You get what you ask for

I didn’t want to blog about this but seems like I’m forced to.

Today while I was reading Planet KDE on Google Reader, I read something quite worrisome, this blog by Boudewijn Rempt. Worrisome because it seems to depict our ex-developer Andrea “lcars” Barisani as a newbie of software security and oCERT as a scam.

Now, I have worked with Andrea quite a bit in Gentoo, and oCERT is the security handler for the xine project as well as my first contact when I find interesting things . I wouldn’t believe for an instant that Andrea would try to sneak in a backdoor in the code. Still worth noting because I do have a responsibility for the xine project, so I don’t think he’d be upset with me doublechecking the facts.

I thus asked Robert about it and he pointed out that our very own Ferris reported the failure! (and I would like to thank once again Ferris for always checking test failures, especially for security issues, it’s not the first time he catches something like that). And as Boudewijn said in the post update, Marc Deslauriers from KUbuntu identified the problem in a change from upstream that was reverted.

Okay so why am I writing this post? Well, I first protested on the blog comments to say that if the two of them never heard of Andrea or oCERT, that’s quite their problem. And that trusting upstream just because, well, it’s upstream is not always the right thing; as it turns out it was an upstream mistake after all. I also noted that the post itself was FUD against Andrea and oCERT from a spiteful upstream that tried to put the blame on malice, and that if we are to insult somebody as having not to be trusted because one patch out of a lot that Andrea coordinated before fails, then we should start looking at every project’s commits to see who has introduced which security bug and then point them out as malicious.

Interestingly enough though, expecting a reply, I noticed that the post now has no comment at all. When I posted mine there were another in Andrea’s defence with the author’s replying that even if it was a mistake he was not to be trusted; one from me with a reply from another person, my reply to that and a comment from “joe” pointing out it was upstream. That makes six comments, not zero. I checked a couple of times to make sure it wasn’t a broken cached page too.

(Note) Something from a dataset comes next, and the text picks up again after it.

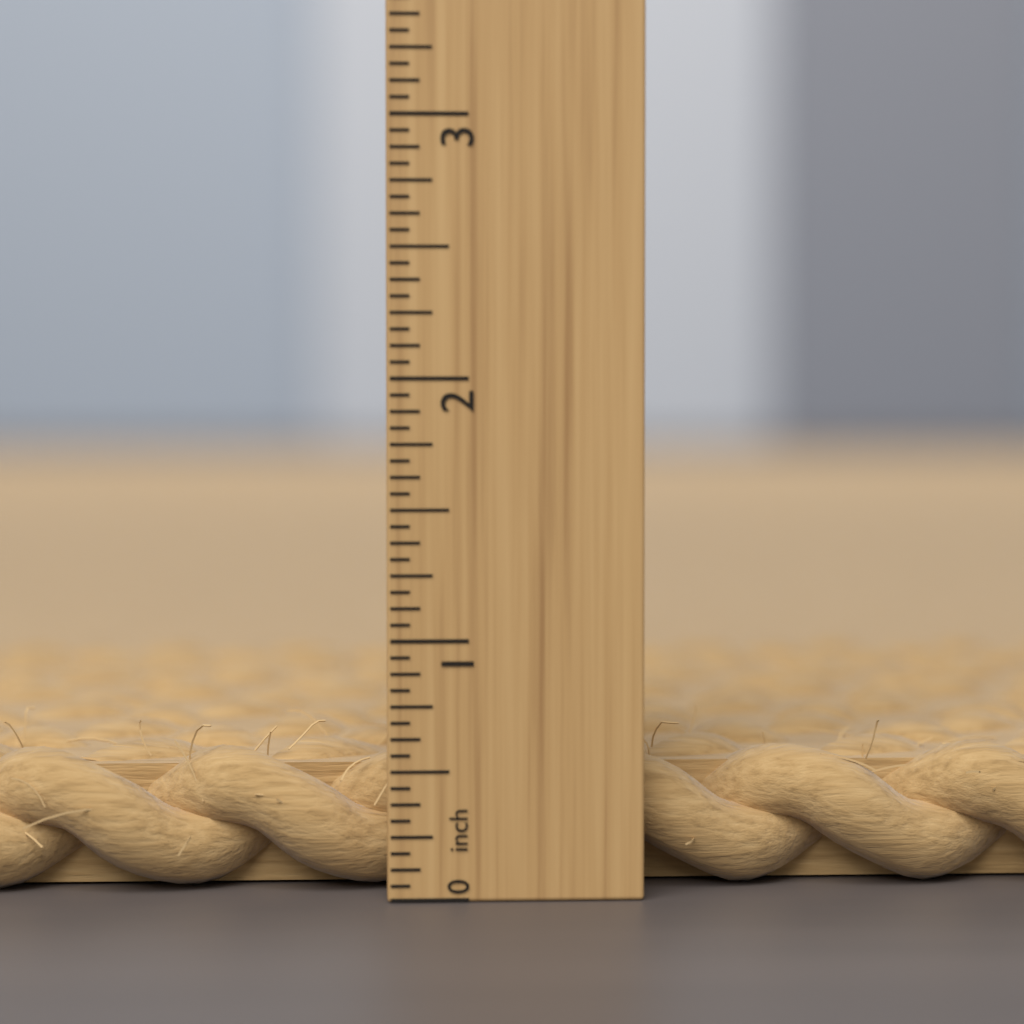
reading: 0.5625 inch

I could think this was a bona fide mistake of the database, blog admin panel or anything like that, but as my post’s title say, you get what you ask for, and I am now to understand that Boudewijn Rempt has maliciously deleted the comments that pointed out he was just reporting a woeful reply full of FUD, and he is, thus, not to be trusted.

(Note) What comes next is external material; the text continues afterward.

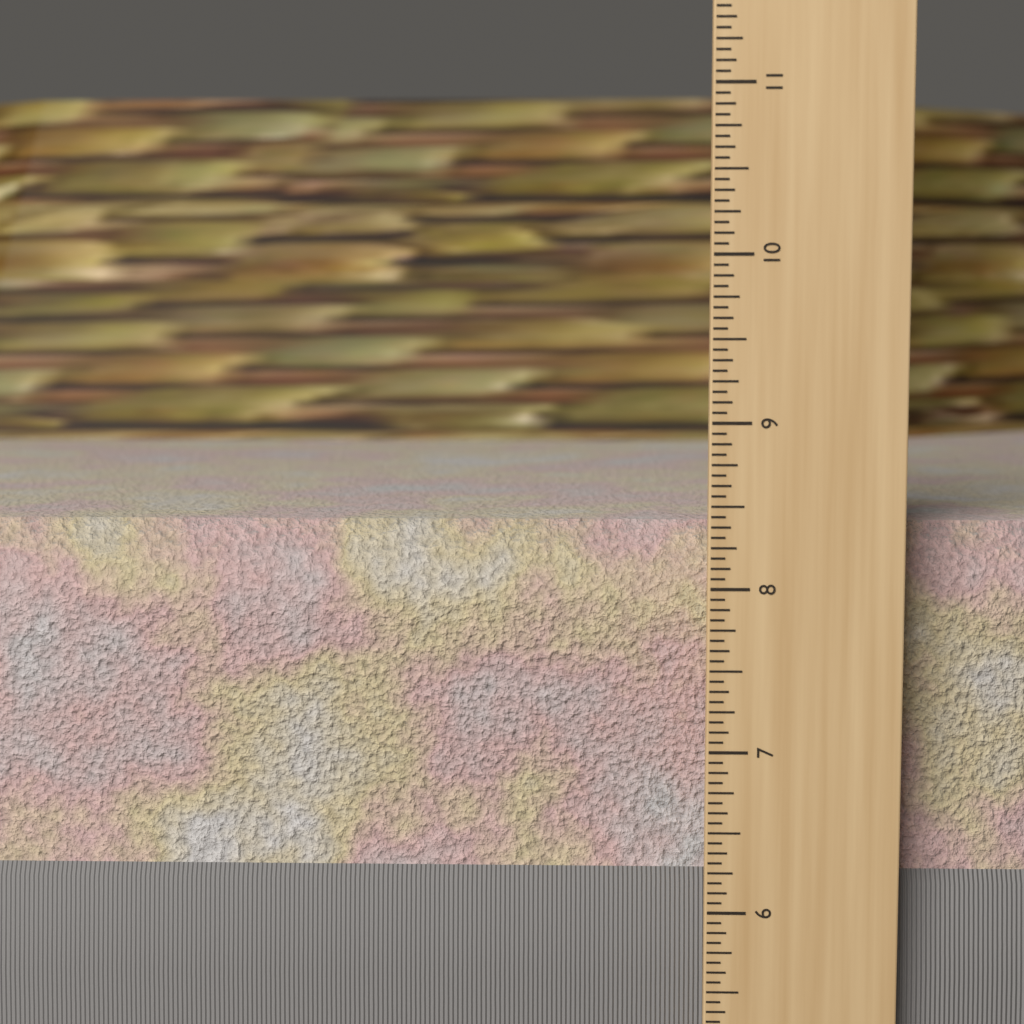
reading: 8.3750 in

And if I were to apply his own logic, the whole Krita project’s code should not be trusted, it might be just one huge big backdoor. But I know some of the people working on KOffice are pretty cool and nice guys so I wouldn’t want to say that. But sure as death, I’d wish that some of Boudewijn Rempt peers in the KDE project were to actually try to teach him that this type of posts are just poison against the people who tried to help the community, maybe he’d be able to trust those. Or maybe he’ll just feel angry that I’m reusing part of his own strategy against him.

You get what you ask for, as I said.